Some physicians now prescribe growth-hormone therapy to the elderly
in an effort to counteract the effects of somatopause.
"These new results
show that growth hormone therapy of aged animals totally reverses the
accumulation of fat cells in the bone marrow," Kelley said. "This reduction
in fat cells is accompanied by a huge increase in the number of both
red and white blood cells in the bone marrow, which is dramatically
reduced in the elderly. These results establish that a classic hormone,
GH, is a potent stimulator of the production of blood cells."
Such a production process is called hematopoiesis. "If similar results
occur in the aged human, this kind of treatment approach could lead
to an increase in the reserve capacity of both red and white cells,"
Kelley said.
Normal growth hormone production declines as people age. Muscle size
and tone wane, and fat accumulates not only in readily visible areas
of the body but also within bone marrow, where it fills a void created
by a declining number of hematopoietic cells.

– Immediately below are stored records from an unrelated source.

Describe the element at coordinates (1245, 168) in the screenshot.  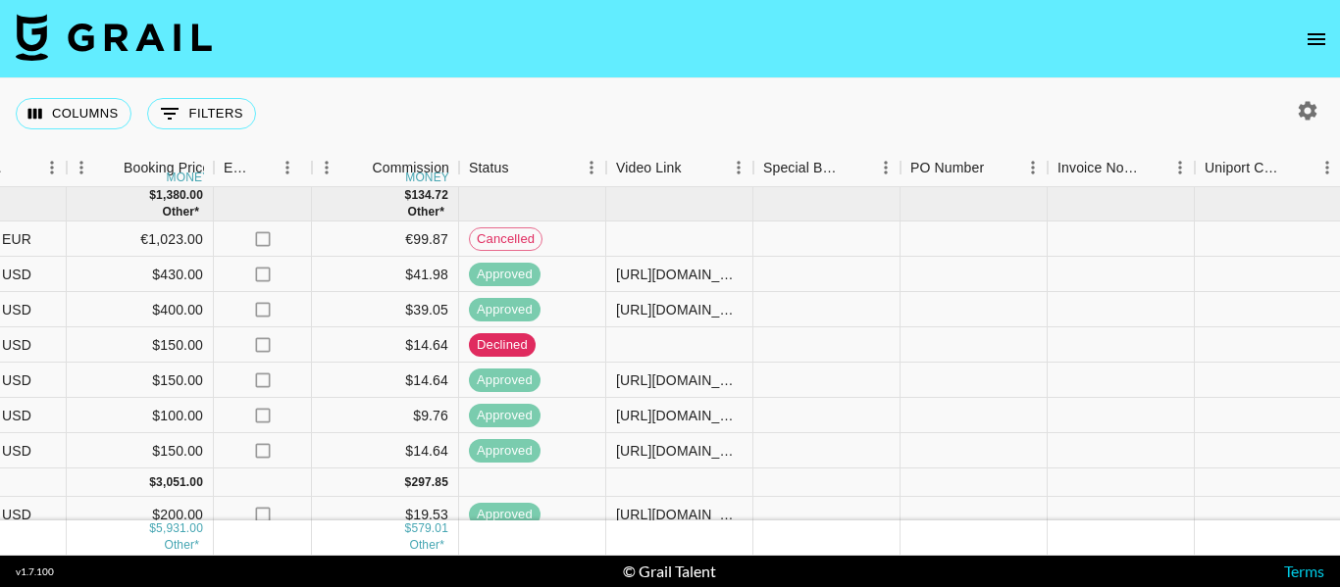
I see `div: Uniport Contact Email` at that location.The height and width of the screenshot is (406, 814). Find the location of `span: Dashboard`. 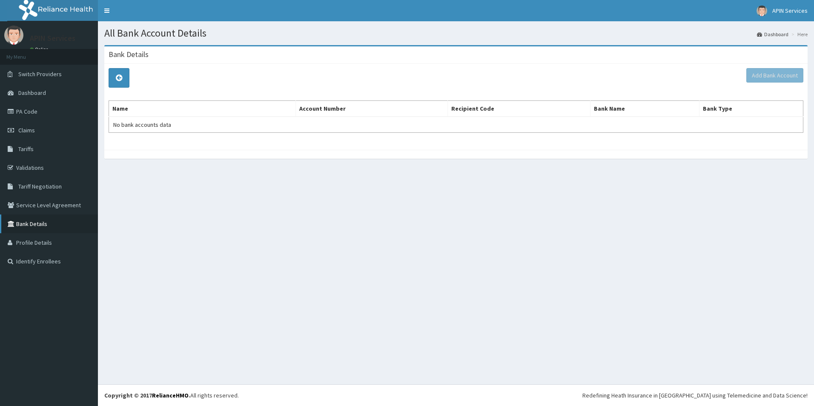

span: Dashboard is located at coordinates (32, 93).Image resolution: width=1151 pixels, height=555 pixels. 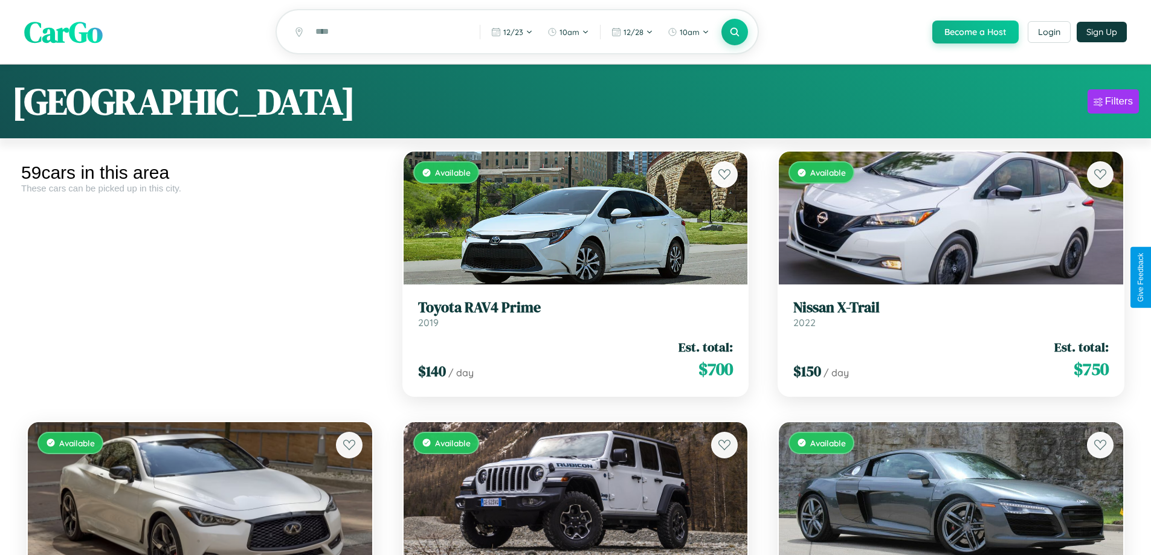 What do you see at coordinates (976, 32) in the screenshot?
I see `button: Become a Host` at bounding box center [976, 32].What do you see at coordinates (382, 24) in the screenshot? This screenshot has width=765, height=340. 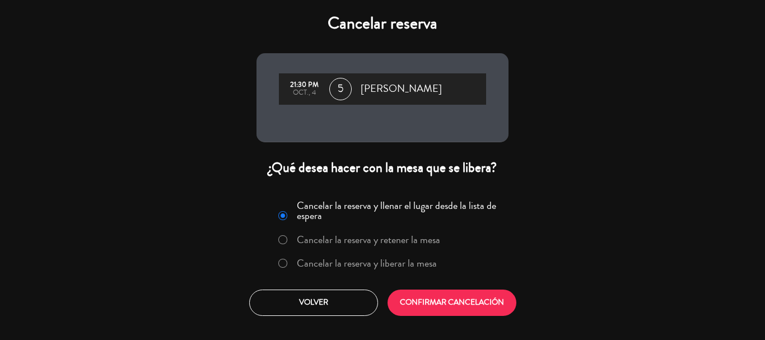 I see `h4: Cancelar reserva` at bounding box center [382, 24].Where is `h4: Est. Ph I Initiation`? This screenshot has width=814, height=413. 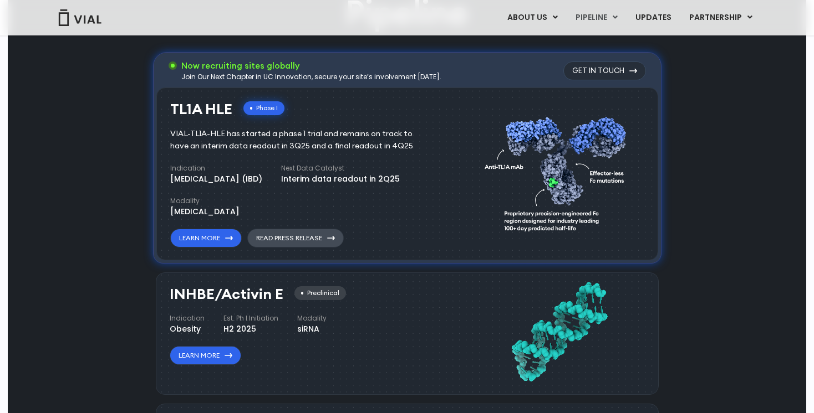 h4: Est. Ph I Initiation is located at coordinates (251, 319).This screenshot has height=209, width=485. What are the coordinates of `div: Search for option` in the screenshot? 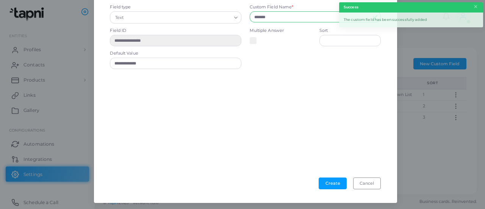 It's located at (176, 17).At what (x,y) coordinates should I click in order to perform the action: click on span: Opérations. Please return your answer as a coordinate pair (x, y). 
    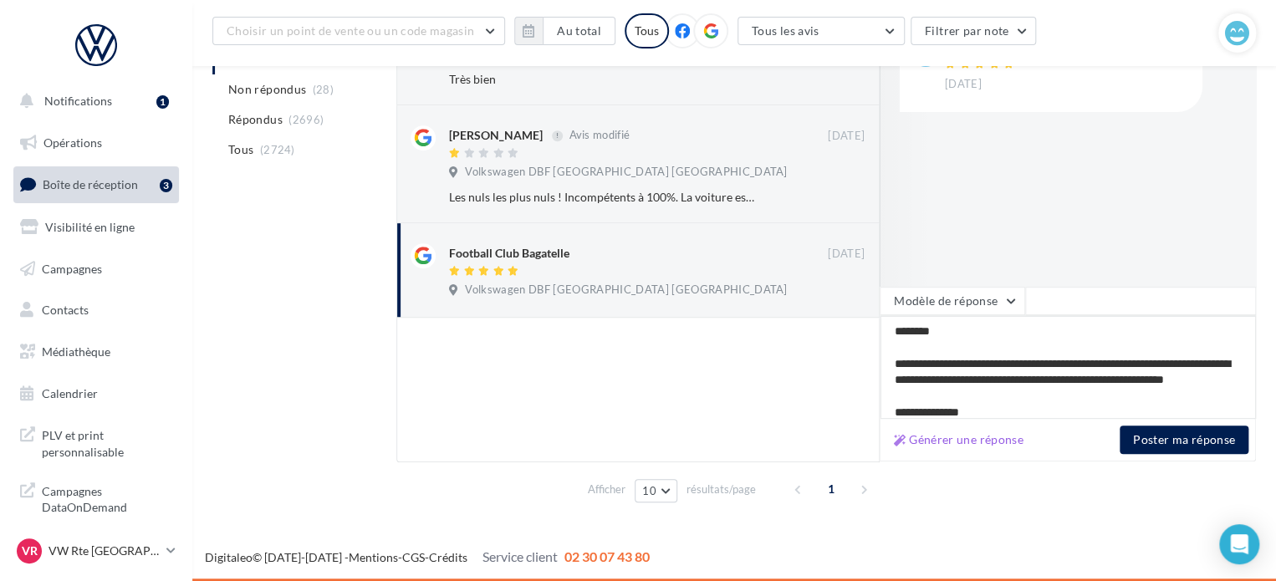
    Looking at the image, I should click on (73, 142).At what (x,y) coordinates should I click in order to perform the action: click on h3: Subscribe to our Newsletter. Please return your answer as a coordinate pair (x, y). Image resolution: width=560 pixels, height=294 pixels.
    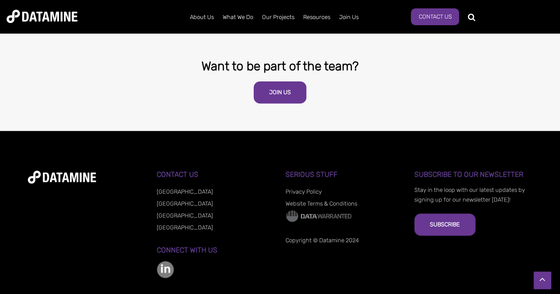
    Looking at the image, I should click on (473, 175).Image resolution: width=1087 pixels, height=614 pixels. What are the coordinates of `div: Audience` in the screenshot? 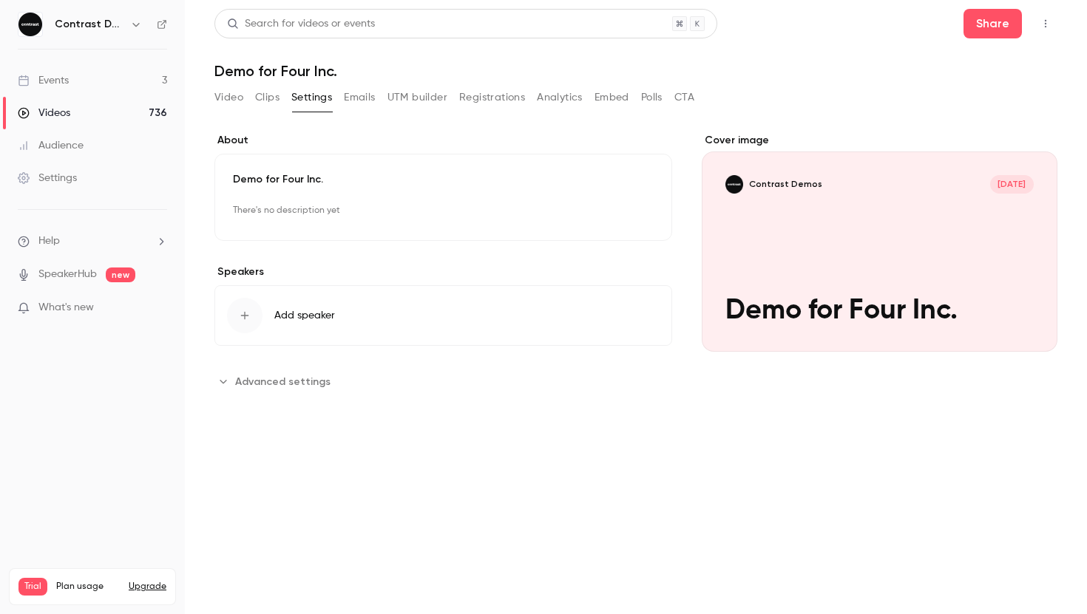 It's located at (50, 146).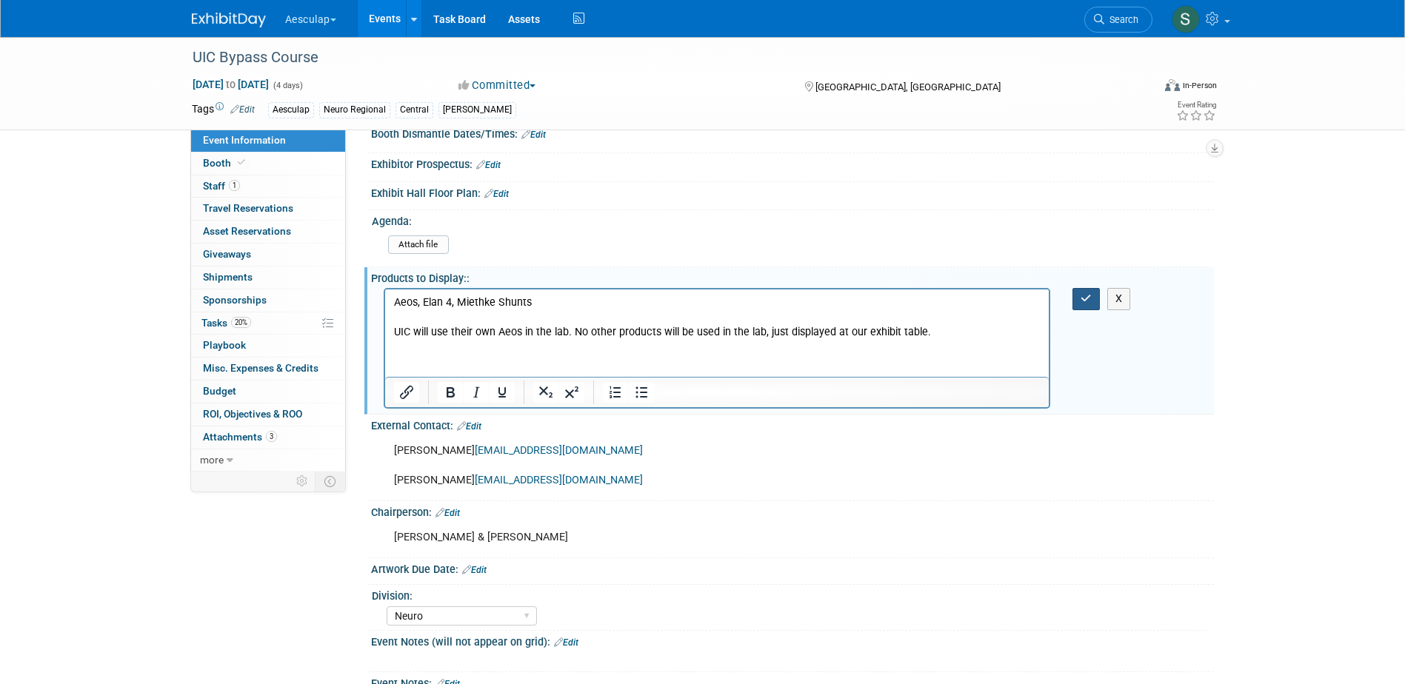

The researchers wrote that they "favor the view that IGF-I is the critical
molecule that acts directly on progenitor cells to promote hematopoiesis."
IGF-I, a protein, is a growth factor that is released from the liver
and local tissues after stimulation by growth hormone. It is considered
a key regulator of body growth, including muscle synthesis.
Kelley's team implanted
either synthetic growth hormone-secreting pituitary epithelial cells
or injected recombinant growth hormone into their experimental rats.
Both approaches yielded positive changes.
Previous research, based on a "simplistic approach of preparing single-cell
suspensions from whole tissue and counting the resulting cells" after
adding growth hormone, the authors wrote, had led to the belief that
growth hormone only partially reversed age-associated declines in the
production of hematopoietic tissue.
Kelley's team used histological techniques, which allowed researchers
to clearly see the effects of their delivery of growth hormone on the
hematopoietic tissue. What they discovered, they wrote, "is the most
complete morphological restoration" of the production of these cells
that has ever been reported.
The researchers who conducted the study were Sean Arkins, Suzanne Broussard,
Richard A. French, Christian Minshall (a UI medical student now completing
his residency in pathology), and Kelley, all of the UI Laboratory of
Immunophysiology in the department of animal sciences; William A. Meier
and James F. Zachary, both of the department of veterinary pathobiology
in the UI College of Veterinary Medicine; and Robert Dantzer of the
National Institute for Agricultural Research in France. Arkins and French
were doctoral students and now are at the University of Limerick in
Ireland and the University of Connecticut in Storrs, respectively.
The National Institutes of Health and the Pioneering Research Project
in Biotechnology, a program of the Japanese Ministry of Agriculture,
Forestry and Fisheries, funded the research.